Literature had a prominent role in coping with the migratory process that Antonio Dal Masetto, along with his family, began to face a few years after the end of World War II. Starting from a series ...of interviews with the author and addressing some passages of his work in an autobiographical key, we try to make visible, on one hand, how the practice of reading helped him face the first stages of the migratory experience and, on the other, how writing allowed him to make a gradual return to his homeland. During this return, the author manages to assume his two-faced identity condition and, in turn, become the constructor and transmitter of his family's memory.

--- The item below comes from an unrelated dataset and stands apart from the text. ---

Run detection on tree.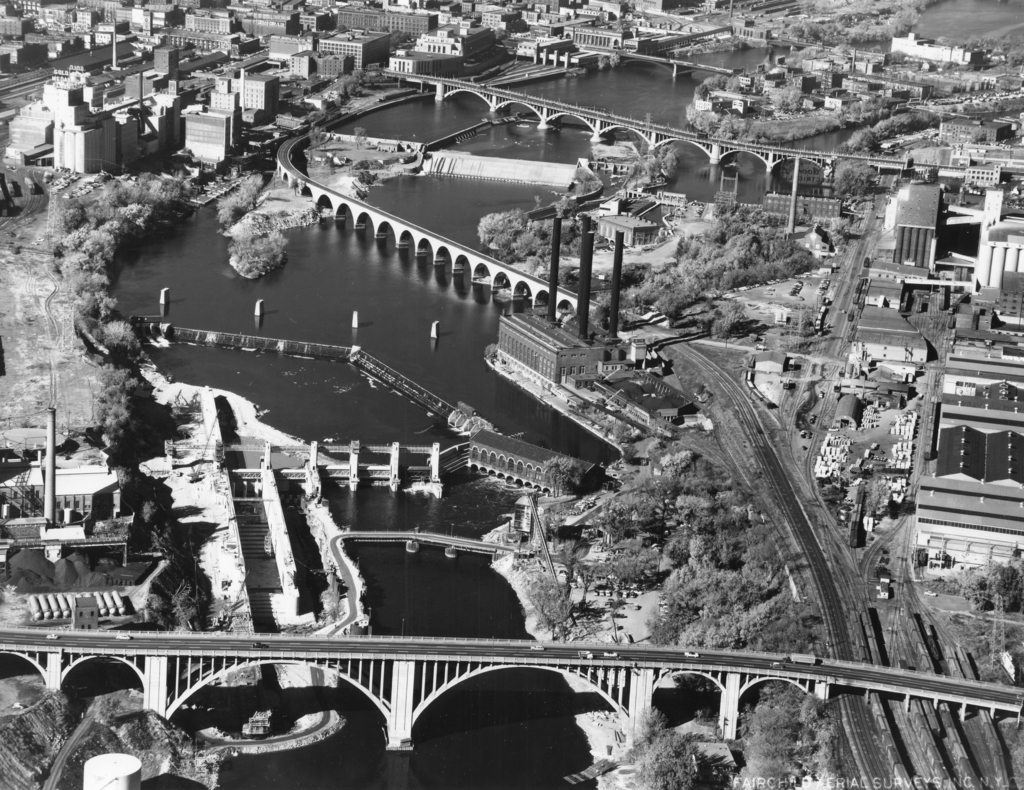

This article reviews research on the coevolution of educational expansion and educational inequality within China, Japan, South Korea, and Taiwan in the post-World War II period. These societies are ...often lauded for their spectacular economic growth, widespread commitment to investing in education, and intense competition for academic success. This review first considers organizational sorting and horizontal stratification within the educational system, followed by returns to education in the labor market and then the inequality of educational opportunity, with special attention to the nominal versus positional approaches to measuring education. This combination of regional focus and substantive diversity offers the leverage of an approximately matched comparison. The findings demonstrate that there are significant heterogeneities in the coevolution of educational expansion and inequality among these societies with strong cultural and political ties. The findings also suggest complex causal and contingent relationships among educational expansion, educational stratification, returns to education, and inequality of opportunity.
Abstract
Liberalism has been the most successful political ideology during the past two centuries in withstanding challenges and adapting to new environments. The liberal international order, set up ...after the Second World War and strengthened at the end of the Cold War, is going through a series of crises, propelled by deglobalization pressures, and the rise of illiberal and populist leaders, all challenging the three pillars of the liberal order: democracy, economic interdependence and international institutions. Two critical reasons for the decline of the liberal order are internal in terms of income distribution and institutional malaise. The article argues that the demise of the liberal order is not inevitable provided liberal states take remedial measures and adapt to the new environment as they did in 1919, 1930s, the second half of the 1940s, 1960s and 1991. Reformed globalization, or re-globalization is essential for facing the geopolitical challenges emanating from China and other illiberal states. The inability of other systems to offer both prosperity and freedom that the liberal order can provide is its main attractiveness. The connection between internal reforms in liberal states to address deepening inequalities and wealth distribution, a by-product of intensified globalization, and the prospects of liberal order's success is highlighted. The need for a refined welfare state taking into account the new realities to tackle the internal challenges is proposed.